**To do**.
The required output is the lines below from the line containing "The width and height of the screenshot is (1249, 702)." to the line containing "What do you see at coordinates (1782, 997)", inclusive, retyped exactly. No other lines belong in it.
--------
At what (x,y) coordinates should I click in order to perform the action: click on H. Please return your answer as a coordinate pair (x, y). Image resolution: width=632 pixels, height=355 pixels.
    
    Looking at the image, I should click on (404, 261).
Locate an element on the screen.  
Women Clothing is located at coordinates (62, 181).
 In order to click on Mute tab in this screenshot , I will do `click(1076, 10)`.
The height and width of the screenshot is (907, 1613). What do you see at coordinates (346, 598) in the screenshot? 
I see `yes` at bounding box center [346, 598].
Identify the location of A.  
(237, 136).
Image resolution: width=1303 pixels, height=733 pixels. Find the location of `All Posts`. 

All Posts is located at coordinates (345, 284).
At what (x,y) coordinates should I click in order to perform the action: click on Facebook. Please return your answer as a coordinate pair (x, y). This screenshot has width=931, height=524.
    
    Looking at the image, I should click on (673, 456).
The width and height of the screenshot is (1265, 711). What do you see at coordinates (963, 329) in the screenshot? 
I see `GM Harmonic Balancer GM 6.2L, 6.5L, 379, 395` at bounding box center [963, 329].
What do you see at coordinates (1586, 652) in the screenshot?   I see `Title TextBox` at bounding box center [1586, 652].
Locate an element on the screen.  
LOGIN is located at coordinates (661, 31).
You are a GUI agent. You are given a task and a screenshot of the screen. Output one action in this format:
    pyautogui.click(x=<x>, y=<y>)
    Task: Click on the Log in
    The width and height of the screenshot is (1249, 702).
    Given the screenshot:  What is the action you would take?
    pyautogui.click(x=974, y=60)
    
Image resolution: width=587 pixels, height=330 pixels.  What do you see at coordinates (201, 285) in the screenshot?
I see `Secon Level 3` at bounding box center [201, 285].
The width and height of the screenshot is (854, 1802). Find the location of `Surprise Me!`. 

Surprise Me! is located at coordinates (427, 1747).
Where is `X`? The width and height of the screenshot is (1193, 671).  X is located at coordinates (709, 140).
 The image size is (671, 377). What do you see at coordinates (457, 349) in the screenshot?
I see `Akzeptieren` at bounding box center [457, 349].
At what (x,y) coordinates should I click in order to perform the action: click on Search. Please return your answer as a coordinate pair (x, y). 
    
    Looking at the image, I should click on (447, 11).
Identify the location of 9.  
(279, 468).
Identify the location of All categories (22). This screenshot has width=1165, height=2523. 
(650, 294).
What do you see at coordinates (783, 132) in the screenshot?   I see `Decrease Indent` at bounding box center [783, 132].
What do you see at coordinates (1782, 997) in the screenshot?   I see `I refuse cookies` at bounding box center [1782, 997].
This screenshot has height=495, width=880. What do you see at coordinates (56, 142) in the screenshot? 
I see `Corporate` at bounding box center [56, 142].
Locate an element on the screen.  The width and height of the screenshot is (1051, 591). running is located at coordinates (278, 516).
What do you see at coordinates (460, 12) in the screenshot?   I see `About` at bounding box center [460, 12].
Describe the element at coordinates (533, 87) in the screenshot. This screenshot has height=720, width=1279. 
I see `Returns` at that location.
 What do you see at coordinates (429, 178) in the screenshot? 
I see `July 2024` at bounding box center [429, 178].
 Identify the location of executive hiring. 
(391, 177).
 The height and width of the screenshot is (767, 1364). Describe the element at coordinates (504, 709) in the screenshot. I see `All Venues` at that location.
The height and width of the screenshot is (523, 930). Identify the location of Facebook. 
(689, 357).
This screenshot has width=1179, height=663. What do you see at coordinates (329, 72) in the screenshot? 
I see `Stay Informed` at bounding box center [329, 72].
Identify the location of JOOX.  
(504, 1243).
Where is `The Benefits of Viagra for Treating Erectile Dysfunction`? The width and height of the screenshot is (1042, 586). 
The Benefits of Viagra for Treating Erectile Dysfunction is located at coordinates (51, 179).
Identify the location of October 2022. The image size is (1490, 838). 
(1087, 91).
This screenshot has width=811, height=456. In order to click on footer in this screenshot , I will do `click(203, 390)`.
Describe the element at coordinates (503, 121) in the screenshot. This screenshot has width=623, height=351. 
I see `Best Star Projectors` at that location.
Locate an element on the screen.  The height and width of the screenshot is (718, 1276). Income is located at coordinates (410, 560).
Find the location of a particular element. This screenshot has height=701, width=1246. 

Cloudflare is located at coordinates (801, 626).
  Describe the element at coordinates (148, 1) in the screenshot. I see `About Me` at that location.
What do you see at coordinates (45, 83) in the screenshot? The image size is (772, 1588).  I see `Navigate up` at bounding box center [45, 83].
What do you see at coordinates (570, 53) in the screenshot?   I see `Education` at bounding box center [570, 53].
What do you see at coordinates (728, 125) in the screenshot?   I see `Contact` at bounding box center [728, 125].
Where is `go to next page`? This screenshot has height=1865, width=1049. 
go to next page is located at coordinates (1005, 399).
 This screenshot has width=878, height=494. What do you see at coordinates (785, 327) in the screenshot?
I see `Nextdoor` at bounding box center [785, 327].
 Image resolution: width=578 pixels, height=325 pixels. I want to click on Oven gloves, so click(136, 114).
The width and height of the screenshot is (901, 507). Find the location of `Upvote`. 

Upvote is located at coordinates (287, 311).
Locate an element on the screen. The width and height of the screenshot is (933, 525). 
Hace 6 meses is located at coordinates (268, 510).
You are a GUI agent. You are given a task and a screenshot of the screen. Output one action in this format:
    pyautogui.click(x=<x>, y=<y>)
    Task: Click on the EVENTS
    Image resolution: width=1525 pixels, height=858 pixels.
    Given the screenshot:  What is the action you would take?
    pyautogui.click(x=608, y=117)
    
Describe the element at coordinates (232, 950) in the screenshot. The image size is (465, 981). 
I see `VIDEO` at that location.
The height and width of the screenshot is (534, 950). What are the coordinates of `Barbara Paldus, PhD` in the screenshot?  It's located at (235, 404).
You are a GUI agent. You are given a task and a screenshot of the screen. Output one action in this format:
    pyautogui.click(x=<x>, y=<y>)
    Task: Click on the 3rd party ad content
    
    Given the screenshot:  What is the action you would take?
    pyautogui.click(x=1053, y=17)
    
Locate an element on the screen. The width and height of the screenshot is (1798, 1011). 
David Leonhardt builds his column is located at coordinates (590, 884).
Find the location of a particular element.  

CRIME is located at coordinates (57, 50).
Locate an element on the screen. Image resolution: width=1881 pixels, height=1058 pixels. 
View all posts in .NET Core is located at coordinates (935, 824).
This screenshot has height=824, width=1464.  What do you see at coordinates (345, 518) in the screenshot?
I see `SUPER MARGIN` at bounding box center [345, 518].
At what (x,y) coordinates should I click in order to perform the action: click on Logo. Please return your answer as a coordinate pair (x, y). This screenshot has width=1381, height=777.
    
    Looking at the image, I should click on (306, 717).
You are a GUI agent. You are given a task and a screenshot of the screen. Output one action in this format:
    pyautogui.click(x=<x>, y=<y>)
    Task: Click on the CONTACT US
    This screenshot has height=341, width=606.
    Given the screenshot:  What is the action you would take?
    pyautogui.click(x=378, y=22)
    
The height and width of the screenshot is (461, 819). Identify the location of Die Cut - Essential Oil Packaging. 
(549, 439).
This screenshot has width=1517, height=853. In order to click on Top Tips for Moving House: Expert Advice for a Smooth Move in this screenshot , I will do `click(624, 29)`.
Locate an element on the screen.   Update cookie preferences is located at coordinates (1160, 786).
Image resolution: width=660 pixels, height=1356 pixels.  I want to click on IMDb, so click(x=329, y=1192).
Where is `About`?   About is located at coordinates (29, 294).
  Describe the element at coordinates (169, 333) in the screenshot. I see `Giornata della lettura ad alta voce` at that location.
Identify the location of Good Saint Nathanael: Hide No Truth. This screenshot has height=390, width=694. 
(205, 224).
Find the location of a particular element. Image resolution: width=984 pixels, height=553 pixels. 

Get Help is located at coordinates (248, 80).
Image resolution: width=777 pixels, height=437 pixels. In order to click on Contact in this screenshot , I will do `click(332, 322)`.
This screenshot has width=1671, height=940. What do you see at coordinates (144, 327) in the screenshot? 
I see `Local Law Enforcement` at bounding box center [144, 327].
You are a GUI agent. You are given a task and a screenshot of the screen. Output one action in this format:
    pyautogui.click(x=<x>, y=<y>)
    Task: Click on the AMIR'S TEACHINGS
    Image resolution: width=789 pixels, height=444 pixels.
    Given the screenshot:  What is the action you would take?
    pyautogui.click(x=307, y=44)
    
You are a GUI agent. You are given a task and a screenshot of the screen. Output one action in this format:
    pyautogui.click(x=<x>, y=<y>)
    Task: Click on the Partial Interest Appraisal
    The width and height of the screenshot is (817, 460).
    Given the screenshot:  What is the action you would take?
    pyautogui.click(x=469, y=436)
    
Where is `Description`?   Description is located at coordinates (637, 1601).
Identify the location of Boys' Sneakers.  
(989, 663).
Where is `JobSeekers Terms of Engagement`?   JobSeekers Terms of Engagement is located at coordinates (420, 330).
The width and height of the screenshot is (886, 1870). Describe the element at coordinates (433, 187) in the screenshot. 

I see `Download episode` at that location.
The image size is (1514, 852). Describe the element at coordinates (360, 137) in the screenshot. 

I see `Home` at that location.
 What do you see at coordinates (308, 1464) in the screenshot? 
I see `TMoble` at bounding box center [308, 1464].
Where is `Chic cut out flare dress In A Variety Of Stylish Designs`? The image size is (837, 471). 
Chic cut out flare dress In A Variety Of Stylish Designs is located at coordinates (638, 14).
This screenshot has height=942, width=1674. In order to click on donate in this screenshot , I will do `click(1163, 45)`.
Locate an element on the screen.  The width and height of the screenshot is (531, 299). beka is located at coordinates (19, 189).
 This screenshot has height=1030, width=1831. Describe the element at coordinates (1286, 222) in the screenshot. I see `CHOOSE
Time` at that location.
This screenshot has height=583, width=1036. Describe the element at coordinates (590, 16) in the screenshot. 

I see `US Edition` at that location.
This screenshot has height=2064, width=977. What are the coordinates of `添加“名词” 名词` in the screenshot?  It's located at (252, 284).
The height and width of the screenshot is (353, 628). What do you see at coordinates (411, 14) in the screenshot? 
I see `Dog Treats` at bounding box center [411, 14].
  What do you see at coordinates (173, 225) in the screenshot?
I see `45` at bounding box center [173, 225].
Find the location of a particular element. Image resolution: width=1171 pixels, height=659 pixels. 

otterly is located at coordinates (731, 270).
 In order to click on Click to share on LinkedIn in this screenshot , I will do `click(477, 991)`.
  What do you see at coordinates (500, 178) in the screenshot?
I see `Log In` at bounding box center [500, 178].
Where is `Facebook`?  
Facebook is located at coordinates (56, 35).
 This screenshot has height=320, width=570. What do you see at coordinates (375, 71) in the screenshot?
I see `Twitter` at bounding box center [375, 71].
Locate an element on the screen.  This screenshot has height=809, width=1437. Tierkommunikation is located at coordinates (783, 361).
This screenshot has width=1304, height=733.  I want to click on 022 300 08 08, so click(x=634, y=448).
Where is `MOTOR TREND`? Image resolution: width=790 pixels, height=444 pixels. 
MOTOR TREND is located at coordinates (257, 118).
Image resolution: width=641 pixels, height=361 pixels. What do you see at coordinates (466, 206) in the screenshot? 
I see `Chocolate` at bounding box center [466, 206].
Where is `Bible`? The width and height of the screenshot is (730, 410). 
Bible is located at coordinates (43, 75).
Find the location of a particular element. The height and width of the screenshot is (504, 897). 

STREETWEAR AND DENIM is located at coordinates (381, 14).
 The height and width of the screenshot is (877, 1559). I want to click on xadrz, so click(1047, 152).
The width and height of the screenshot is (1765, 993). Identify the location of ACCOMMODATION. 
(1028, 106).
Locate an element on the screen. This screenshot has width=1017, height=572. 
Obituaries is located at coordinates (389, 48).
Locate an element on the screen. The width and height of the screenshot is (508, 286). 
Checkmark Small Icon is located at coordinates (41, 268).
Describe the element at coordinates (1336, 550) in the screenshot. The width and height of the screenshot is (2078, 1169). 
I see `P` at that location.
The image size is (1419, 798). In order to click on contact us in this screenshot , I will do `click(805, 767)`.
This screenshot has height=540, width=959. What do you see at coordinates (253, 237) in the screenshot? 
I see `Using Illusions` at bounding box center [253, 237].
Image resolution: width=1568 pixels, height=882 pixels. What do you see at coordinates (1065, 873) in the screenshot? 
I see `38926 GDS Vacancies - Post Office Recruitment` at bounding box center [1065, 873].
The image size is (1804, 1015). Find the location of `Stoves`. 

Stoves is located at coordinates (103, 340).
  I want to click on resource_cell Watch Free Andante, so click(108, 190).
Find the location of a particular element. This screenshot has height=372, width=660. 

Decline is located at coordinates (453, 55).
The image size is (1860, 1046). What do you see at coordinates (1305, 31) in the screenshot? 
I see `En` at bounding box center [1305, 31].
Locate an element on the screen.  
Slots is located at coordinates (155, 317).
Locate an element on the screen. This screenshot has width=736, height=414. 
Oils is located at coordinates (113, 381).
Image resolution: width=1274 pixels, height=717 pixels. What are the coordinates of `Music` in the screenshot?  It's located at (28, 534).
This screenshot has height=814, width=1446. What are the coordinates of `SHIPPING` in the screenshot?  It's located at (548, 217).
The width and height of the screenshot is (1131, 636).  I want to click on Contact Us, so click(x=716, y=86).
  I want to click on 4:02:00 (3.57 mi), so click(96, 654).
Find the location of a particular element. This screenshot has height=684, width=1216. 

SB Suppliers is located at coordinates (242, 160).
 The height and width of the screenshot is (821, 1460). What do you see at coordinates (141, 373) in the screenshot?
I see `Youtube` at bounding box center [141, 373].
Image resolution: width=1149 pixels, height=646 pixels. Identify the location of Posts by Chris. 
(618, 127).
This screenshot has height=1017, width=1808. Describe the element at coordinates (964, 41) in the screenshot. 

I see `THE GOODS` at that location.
--------
**Response to this task**.
    The width and height of the screenshot is (1249, 702).
    Given the screenshot:  What is the action you would take?
    pyautogui.click(x=974, y=60)
    
Image resolution: width=587 pixels, height=330 pixels.  What do you see at coordinates (201, 285) in the screenshot?
I see `Secon Level 3` at bounding box center [201, 285].
The width and height of the screenshot is (854, 1802). Find the location of `Surprise Me!`. 

Surprise Me! is located at coordinates (427, 1747).
Where is `X`? The width and height of the screenshot is (1193, 671).  X is located at coordinates (709, 140).
 The image size is (671, 377). What do you see at coordinates (457, 349) in the screenshot?
I see `Akzeptieren` at bounding box center [457, 349].
At what (x,y) coordinates should I click in order to perform the action: click on Search. Please return your answer as a coordinate pair (x, y). 
    
    Looking at the image, I should click on (447, 11).
Identify the location of 9.  
(279, 468).
Identify the location of All categories (22). This screenshot has width=1165, height=2523. 
(650, 294).
What do you see at coordinates (783, 132) in the screenshot?   I see `Decrease Indent` at bounding box center [783, 132].
What do you see at coordinates (1782, 997) in the screenshot?   I see `I refuse cookies` at bounding box center [1782, 997].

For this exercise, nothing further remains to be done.